Amid the Smart City drive, the fate of old structures and juxtaposed landmarks remains uncertain in Srinagar.
SRINAGAR’S classic countenance would once fuel fantasies with its grace and grandeur and spark poetic praises. But now, the rundown residences are defying the picture-perfect of what once was the Venice of East.
What remains now are the distorted dwellings — mostly long, symmetrical facades, looking east and west, with several windows for taking the air, fascinating staircases and a collection of Kashmiri artistry.
These structures would constitute an ideal-abode for craftspeople. However, the new non-indigenous structures have pushed and pulled this architectural history of everyone to obscurity.
And now, the future of these old-structures has seemingly frozen in time and stares into the dark.
The quintessence structures around the seven bridges compelling the Bard of Jhelum, Agha Shahid Ali, to pen down glorious tributes are no longer a poetic panorama.
The urban structures no longer give an unobstructed view of the calm riverline. The official stand on this new wave is mere an architectural analogy created by the change.
Unlike contemporary perspective struggling around a stack of steel cube like units, the intellectual appetite of yore was written in a pure genre of geniusness in old structures.
The new addresses now resemble a row of fridges stacked vertically to building-size proportions. They’re just tasteless experiments.
Kashmir’s heritage structures were once considered to be a pilgrimage. These buildings usually stand out against a crowd of much more generic surrounding structures.
For many international visitors, such buildings were an architecture nerd’s equivalent of a celebrity selfie. These buildings today are in a conspicuous state of disrepair. Their bodies are pockmarked.
Since last year, everyone in Kashmir, especially in Srinagar, is doing a back-and-forth over the buildings’ fate. These grand-old structures are now rendered bereft and doomed.
The impending time for such structures didn’t come to pass and their dynamic vision is no longer woven into the fabric of the long-lasting architecture.
Much of the structural change is being attributed to the craftspeople. Unlike the old masters, the new architects are champions of the new style that express bitter-disappointment for its failure.
It’s pretty understandable why straight lines are easy and curves are hard. Most of the new structures are just collections of boxes. It’s mostly like toddlers playing with rubber blocks.
When structures were made in the past, the process would yield the curves and master builders earned their respect with arches and wooden rooftops. However, the new shapes are mostly cheaper in style. It’s the tyranny of time.
Besides the structure, the wooden windows have now changed into steel. It feels as if people vanished in these windows, and for the most part one cannot know, at least for a while, if they actually ever sit there as witnesses of the life and time in the valley.
It wouldn’t be wrong to trust the oldtimers when they say that the classic craftsmen were hired to build impossible things. However, the new architecture is no longer drawn to its culmination through the potential for magic and the glimmer of hope that invigorates the mundane.
The master artists learned the flaws and foibles of construction with each passing day. But, the latest mansions are a long and haphazard apprenticeship. It may be a delightful stunt but with a dead look.
In the cat race to promote cities that provide core infrastructure, give a decent quality of life to their citizens and apply smart solutions to improve services and infrastructure, these new projects push behind the idea of heritage and Kashmir’s architectural history.
The new structures are like pop-up obstacles, piling on complexities. It shows the desperation to reach first.
The old designer choices of material and design weren’t just aesthetically fashionable, their main purpose of constructing a building was to function as a soothing place for the soul.
Much of the modernist architecture can be understood as waging war on the valley’s architectural importance.
As extreme as the aesthetic of modern architecture seems today, many in the valley are sure that it is safe. But, the new design still looks like blank and empty boxes.
Even Agha Shahid was concerned about how ugly buildings had come up in place of the old ones and how original Kashmiri architecture, which is so unique, was slowly vanishing.
Now that traditional Kashmiri homes are facing an onslaught, it’s hard to imagine any writer romanticizing Kashmir and glossing over the importance of architecture in life.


> [About this exercise]: From the entries below, gather every line containing the string "marker".

> [Records for the exercise]:
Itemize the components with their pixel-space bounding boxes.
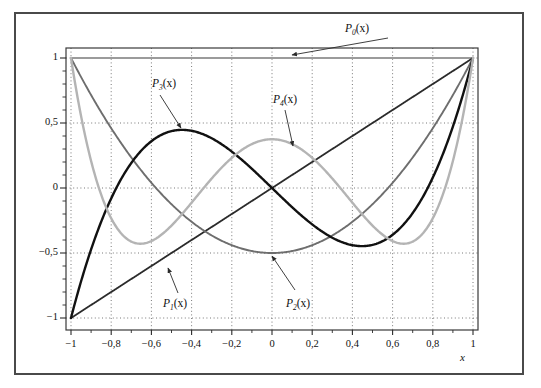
x-axis-label: x bbox=[460, 351, 465, 363]
y-tick-label-0: −1 bbox=[24, 311, 58, 322]
P2-annotation-arrow bbox=[272, 256, 295, 290]
x-tick-label-8: 0,6 bbox=[381, 338, 405, 349]
x-tick-label-3: −0,4 bbox=[180, 338, 204, 349]
x-tick-label-4: −0,2 bbox=[220, 338, 244, 349]
curve-p4 bbox=[71, 58, 473, 244]
x-tick-label-1: −0,8 bbox=[99, 338, 123, 349]
y-tick-label-4: 1 bbox=[24, 51, 58, 62]
y-tick-label-1: −0,5 bbox=[24, 246, 58, 257]
x-tick-label-5: 0 bbox=[260, 338, 284, 349]
P0-annotation-arrow bbox=[292, 38, 388, 55]
axis-ticks bbox=[60, 58, 473, 335]
x-tick-label-6: 0,2 bbox=[300, 338, 324, 349]
P1-annotation-arrow bbox=[168, 268, 178, 293]
x-tick-label-0: −1 bbox=[59, 338, 83, 349]
P3-annotation: P3(x) bbox=[152, 77, 176, 92]
P1-annotation: P1(x) bbox=[163, 297, 187, 312]
y-tick-label-2: 0 bbox=[24, 181, 58, 192]
x-tick-label-10: 1 bbox=[461, 338, 485, 349]
x-tick-label-7: 0,4 bbox=[340, 338, 364, 349]
P2-annotation: P2(x) bbox=[286, 297, 310, 312]
x-tick-label-9: 0,8 bbox=[421, 338, 445, 349]
x-tick-label-2: −0,6 bbox=[139, 338, 163, 349]
y-tick-label-3: 0,5 bbox=[24, 116, 58, 127]
curve-p2 bbox=[71, 58, 473, 253]
chart-canvas bbox=[0, 0, 541, 388]
P4-annotation: P4(x) bbox=[273, 93, 297, 108]
annotation-arrows bbox=[160, 38, 388, 293]
P0-annotation: P0(x) bbox=[345, 22, 369, 37]
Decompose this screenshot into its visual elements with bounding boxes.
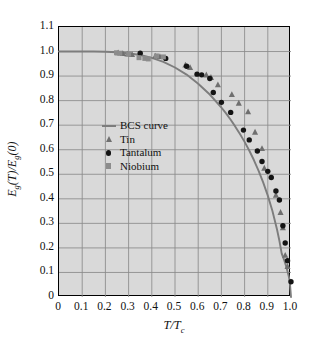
- data-point-tantalum: [285, 258, 290, 263]
- y-axis-title-part2: (T)/E: [5, 160, 19, 185]
- legend-item-niobium[interactable]: Niobium: [100, 160, 168, 174]
- legend-item-label: Tin: [117, 134, 135, 145]
- data-point-niobium: [146, 56, 151, 61]
- data-point-tin: [215, 81, 221, 87]
- x-tick-label: 0.6: [190, 301, 204, 313]
- data-point-tantalum: [219, 100, 224, 105]
- data-point-tantalum: [207, 76, 212, 81]
- data-point-tantalum: [247, 137, 252, 142]
- data-point-tin: [252, 129, 258, 135]
- data-point-tantalum: [288, 279, 293, 284]
- data-point-tantalum: [280, 223, 285, 228]
- legend-item-label: Niobium: [117, 161, 159, 172]
- x-tick-label: 0: [55, 301, 61, 313]
- line-icon: [100, 125, 117, 127]
- data-point-tantalum: [273, 188, 278, 193]
- legend-item-tin[interactable]: Tin: [100, 133, 168, 147]
- legend-marker-glyph: [106, 163, 112, 169]
- circle-marker-icon: [100, 150, 117, 156]
- data-point-niobium: [126, 52, 131, 57]
- x-axis-title-main: T/T: [163, 318, 180, 332]
- x-tick-label: 0.8: [236, 301, 250, 313]
- x-axis-title: T/Tc: [58, 318, 290, 335]
- y-axis-title: Eg(T)/Eg(0): [5, 94, 21, 244]
- data-point-tantalum: [138, 51, 143, 56]
- y-axis-title-part1: E: [5, 189, 19, 196]
- chart-legend: BCS curveTinTantalumNiobium: [100, 119, 168, 173]
- data-point-tantalum: [283, 240, 288, 245]
- data-point-tantalum: [265, 169, 270, 174]
- x-tick-label: 0.1: [74, 301, 88, 313]
- y-tick-label: 0.9: [6, 69, 54, 81]
- chart-figure: 00.10.20.30.40.50.60.70.80.91.01.1 Eg(T)…: [0, 0, 319, 343]
- data-point-niobium: [161, 54, 166, 59]
- data-point-niobium: [137, 55, 142, 60]
- y-axis-title-sub1: g: [11, 185, 21, 189]
- x-tick-label: 0.4: [144, 301, 158, 313]
- data-point-niobium: [117, 51, 122, 56]
- data-point-tin: [278, 209, 284, 215]
- data-point-tantalum: [255, 148, 260, 153]
- y-axis-title-sub2: g: [11, 156, 21, 160]
- data-point-tantalum: [228, 110, 233, 115]
- y-axis-title-part3: (0): [5, 142, 19, 156]
- y-tick-label: 0.1: [6, 266, 54, 278]
- triangle-marker-icon: [100, 136, 117, 142]
- x-tick-label: 1.0: [283, 301, 297, 313]
- data-layer: [59, 27, 289, 295]
- legend-item-label: BCS curve: [117, 120, 168, 131]
- data-point-tin: [245, 108, 251, 114]
- x-tick-label: 0.5: [167, 301, 181, 313]
- y-tick-label: 1.1: [6, 20, 54, 32]
- data-point-tantalum: [211, 90, 216, 95]
- x-axis-title-sub: c: [181, 325, 185, 335]
- legend-item-label: Tantalum: [117, 147, 161, 158]
- series-line-0: [59, 52, 291, 297]
- x-axis-tick-labels: 00.10.20.30.40.50.60.70.80.91.0: [58, 298, 290, 312]
- data-point-tin: [229, 91, 235, 97]
- x-tick-label: 0.3: [120, 301, 134, 313]
- y-tick-label: 1.0: [6, 45, 54, 57]
- legend-item-tantalum[interactable]: Tantalum: [100, 146, 168, 160]
- data-point-niobium: [154, 53, 159, 58]
- x-tick-label: 0.9: [260, 301, 274, 313]
- data-point-tantalum: [184, 64, 189, 69]
- data-point-tantalum: [199, 72, 204, 77]
- legend-item-bcs-curve[interactable]: BCS curve: [100, 119, 168, 133]
- legend-marker-glyph: [106, 150, 112, 156]
- data-point-tantalum: [241, 127, 246, 132]
- square-marker-icon: [100, 163, 117, 169]
- data-point-tantalum: [277, 197, 282, 202]
- data-point-tantalum: [259, 159, 264, 164]
- data-point-tantalum: [269, 175, 274, 180]
- data-point-tantalum: [194, 71, 199, 76]
- legend-marker-glyph: [106, 136, 112, 142]
- y-tick-label: 0: [6, 290, 54, 302]
- x-tick-label: 0.2: [97, 301, 111, 313]
- data-point-tin: [236, 100, 242, 106]
- legend-marker-glyph: [102, 125, 116, 127]
- x-tick-label: 0.7: [213, 301, 227, 313]
- plot-area: [58, 26, 290, 296]
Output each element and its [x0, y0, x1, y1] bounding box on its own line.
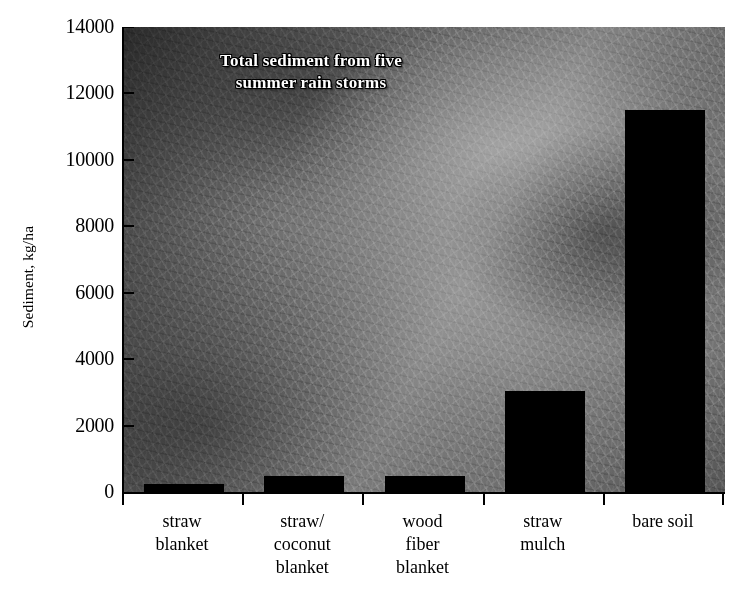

> [Written response]:
- legend-marker-glyph: [106, 163, 112, 169]
- circle-marker-icon: [100, 150, 117, 156]
- triangle-marker-icon: [100, 136, 117, 142]
- legend-marker-glyph: [106, 150, 112, 156]
- square-marker-icon: [100, 163, 117, 169]
- legend-marker-glyph: [106, 136, 112, 142]
- legend-marker-glyph: [102, 125, 116, 127]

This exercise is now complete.